A body corporate consultant ensures entitlements are:
- Calculated in accordance with legislative principles
- Fairly reflective of cost drivers
- Consistent with the design and use of the development
This is particularly critical in mixed-use or layered developments, where different lots may place very different demands on shared services and facilities.
Agreements That Shape the Life of the Scheme
Initial Consulting is also the stage where service and management agreements are finalised for disclosure.
These may include:
- Body corporate management agreements
- Caretaking and management rights agreements
- Embedded network agreements
- Service contracts for lifts, fire systems or utilities
Once disclosed and entered into, these agreements can bind the body corporate for many years.

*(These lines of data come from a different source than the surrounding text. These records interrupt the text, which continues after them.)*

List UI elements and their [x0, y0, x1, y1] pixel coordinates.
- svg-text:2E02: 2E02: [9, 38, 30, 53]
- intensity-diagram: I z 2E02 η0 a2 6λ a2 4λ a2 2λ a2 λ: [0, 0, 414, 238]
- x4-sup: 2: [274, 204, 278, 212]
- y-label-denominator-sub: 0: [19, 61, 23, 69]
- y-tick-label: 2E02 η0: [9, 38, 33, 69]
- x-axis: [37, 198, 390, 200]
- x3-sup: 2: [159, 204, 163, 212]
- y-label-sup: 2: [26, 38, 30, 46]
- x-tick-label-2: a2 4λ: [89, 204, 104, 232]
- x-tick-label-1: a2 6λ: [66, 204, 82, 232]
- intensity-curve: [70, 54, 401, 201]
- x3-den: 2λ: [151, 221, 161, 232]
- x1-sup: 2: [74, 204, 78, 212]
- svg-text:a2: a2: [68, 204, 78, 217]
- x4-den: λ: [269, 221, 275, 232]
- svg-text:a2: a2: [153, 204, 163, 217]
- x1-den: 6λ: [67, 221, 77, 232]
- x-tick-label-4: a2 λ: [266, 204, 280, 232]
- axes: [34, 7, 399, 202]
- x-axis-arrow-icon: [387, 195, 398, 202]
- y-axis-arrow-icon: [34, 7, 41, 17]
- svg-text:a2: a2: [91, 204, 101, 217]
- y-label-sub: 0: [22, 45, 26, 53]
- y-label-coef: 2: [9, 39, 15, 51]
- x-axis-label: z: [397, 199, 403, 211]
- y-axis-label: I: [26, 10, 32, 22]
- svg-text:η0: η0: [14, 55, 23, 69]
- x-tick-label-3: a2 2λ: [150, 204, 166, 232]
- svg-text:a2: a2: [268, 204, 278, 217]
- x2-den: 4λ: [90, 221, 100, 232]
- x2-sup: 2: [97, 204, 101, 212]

Early expert review ensures:
- Agreements are commercially appropriate
- Duties and costs align with expectations
- Buyers clearly understand what they are committing to
Poorly structured agreements are one of the most common sources of long-term dissatisfaction in new schemes.
Protecting Off-the-Plan Sales
From a commercial perspective, Initial Consulting plays a critical role in protecting off-the-plan sales.
Clear, consistent documentation:
- Reduces buyer hesitation
- Supports agent confidence
- Minimises contract fall-over risk
- Simplifies finance approval processes
When agents can answer strata-related questions confidently — backed by clear disclosure — sales conversations move faster and with less friction.
Laying the Groundwork for Future Changes
No development remains static.
Initial Consulting also ensures that documentation allows for reasonable change during construction, where permitted by law. This may include:
- Adjustments to lot configurations
- Changes to facilities or services
- Amendments required by regulatory updates
By anticipating change, developers reduce the risk of having to unwind or renegotiate contracts later in the project lifecycle.
Why Initial Consulting Is a Strategic Advantage
Developers who treat Initial Consulting as a strategic phase — rather than a box-ticking exercise — are better positioned to deliver successful projects.
They benefit from:
- Fewer disputes
- Smoother settlements
- Stronger buyer relationships
- Reduced reputational risk
In competitive markets, this discipline can be a meaningful differentiator.
How SSKB Supports Initial Consulting
SSKB’s Developer Consultancy Team works closely with your professional advisors to coordinate and refine all body corporate documentation during this phase.
Our role is to:
- Provide specialist strata advice
- Stress-test budgets and disclosure
- Ensure alignment between documents
- Protect the developer’s commercial and reputational interests
We bring practical operational insight, grounded in decades of managing completed communities — not just establishing them.